A Quote by Leigh-Anne Pinnock

We're just four girls with attitude, aren't we? It just happened naturally. And with songs like 'Joan of Arc,' they needed that rap-y take on it. 'Wasabi' has that clap-back-to-the-haters vibe.
I had written rap songs in the early '90s and even did a couple homemade rap songs with my brother in like '88 or '89, but it was just like... I don't even know how to say it. Just plain rap. I was just rapping about whatever, there was no real style or direction, it was just semi-braggadocious rhymes that probably imitated 100 other rappers.
So, it just seemed like it happened naturally. We nailed our live show to some extent in a year or about a year and a half, maybe just a year of playing songs pretty much around L.A. then we went and scheduled a mini-tour up-state on the West Coast and that's when the whole Rough Trade [Records] thing started happening and from there, things just happened so quick. It changed really quickly.
I always wanted to play Joan of Arc. I've always wanted to do that. Now I'm thinking, 'Maybe there's a story in Joan of Arc's mother!' If I don't hurry up, her grandmother!
Okay, so 'clap back' is when you might be in a confrontation with someone and they're coming at you negatively, but you put them in their place but without being too nasty, so you just clap back a little bit.
When I was in New York, the whole vibe was really just not matching with me. I was kind of super depressed in New York. It just had this vibe of 'Get out,' you know? I would try to get out, and we'd look back and just see the city and feel like, 'Oh, I have to go back to prison again.'
I... was not too happy to suddenly take on this public role thrust upon me. They just assumed I was the Joan of Arc of the women's movement. And I wasn't at all. It put a lot of unnecessary pressure on me.
When you play all that as a body of work there are four great songs, four mediocre songs and four bad songs. I didn't know it at the time; I was just doing my best.
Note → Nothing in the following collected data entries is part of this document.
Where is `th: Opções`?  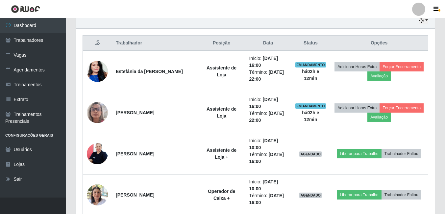
th: Opções is located at coordinates (379, 43).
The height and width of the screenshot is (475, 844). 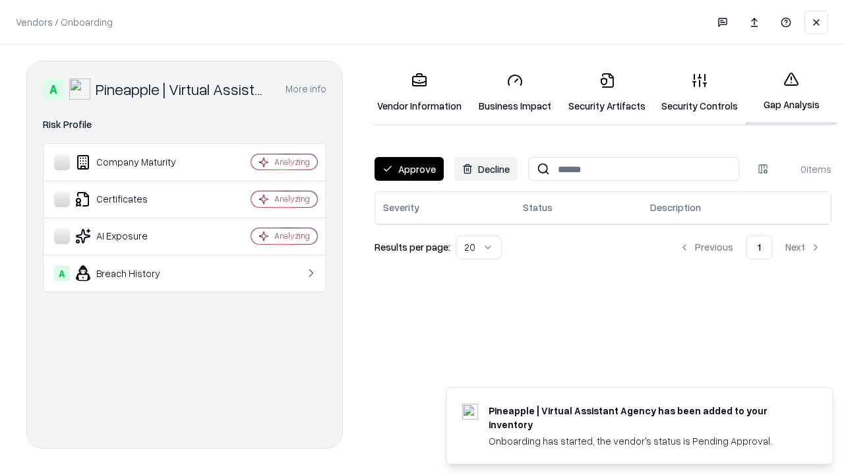 What do you see at coordinates (306, 89) in the screenshot?
I see `button: More info` at bounding box center [306, 89].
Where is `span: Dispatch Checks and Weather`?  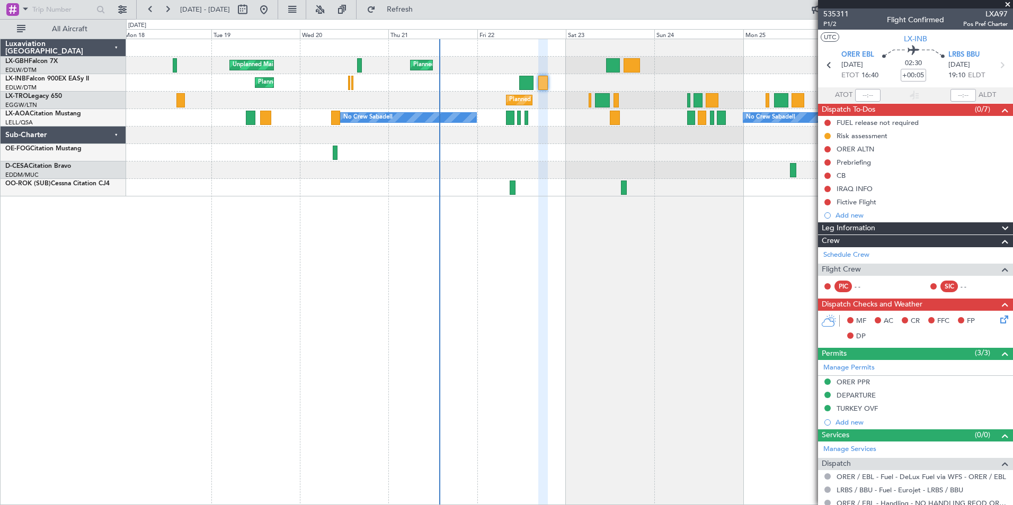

A big part of making a good record is really getting a vibe, and a vibe is a mysterious thing. The vibe kind of exists in the air in the room. It's not just all the stuff you put on there, and the specific notes and arrangements and all that. That's like half of it. The other half is just the air, and just the spirit.
I've never been a rap guy, I don't really know that much about rap music, to be honest. I like it, but I think what really happened was just my music seems to work so well with rap music.
Sometimes I just think people are haters. And if they're haters, you can listen to what they have to say but you have to take it with a grain of salt.
If my songs are being listened to between any other songs, that is awesome, and I'm glad people are getting something out of them. We go to countries like Germany, where I can't imagine that all of my fans are engaging with the lyrics first and foremost. I think they're catching a vibe, a feeling. I consider myself a lyricist first and foremost, but if you get something else out of what I do, that's fine too. I'm not sitting back and telling people how they have to take my stuff. We just want to play music, and hope that people like it.
It takes two hands to clap! I cannot be solely blamed for what happened in my relationships! If things soured, it happened because of both parties. Not just me!
When I was on the 'Knock Madness' tour, I was just thinking about life; I started questioning God. I was praying a lot. I was just really emotional. I was going through a break up situation as well. And I just felt like I needed to be home. I was over the rap thing. I just felt like I wasn't getting the respect and credit that I deserve.
We never really dreamed of being a band until it just naturally happened. All of a sudden, we were like, 'Maybe we should take this kind of seriously, because people seem to like it.'
When I joined this band, I never thought of myself as a singer. I just did whatever I could, which was rap. And then, over time, I've grown, and we've developed and tried different things. It all happened gradually and naturally.
Most of the really good songs are dead true. ... It had to have happened to have the song be there. Every time I've tried to make stuff up it just kind of falls flat. So the majority of my work is something that happened to me, I saw happen to someone else, or a friend of mine told me happened. There is a certain amount of theatrical and poetic license. People are supposed to like it, that's why you're doing it. It's supposed to be fun. It's not brain surgery, it's heart surgery. They're just songs.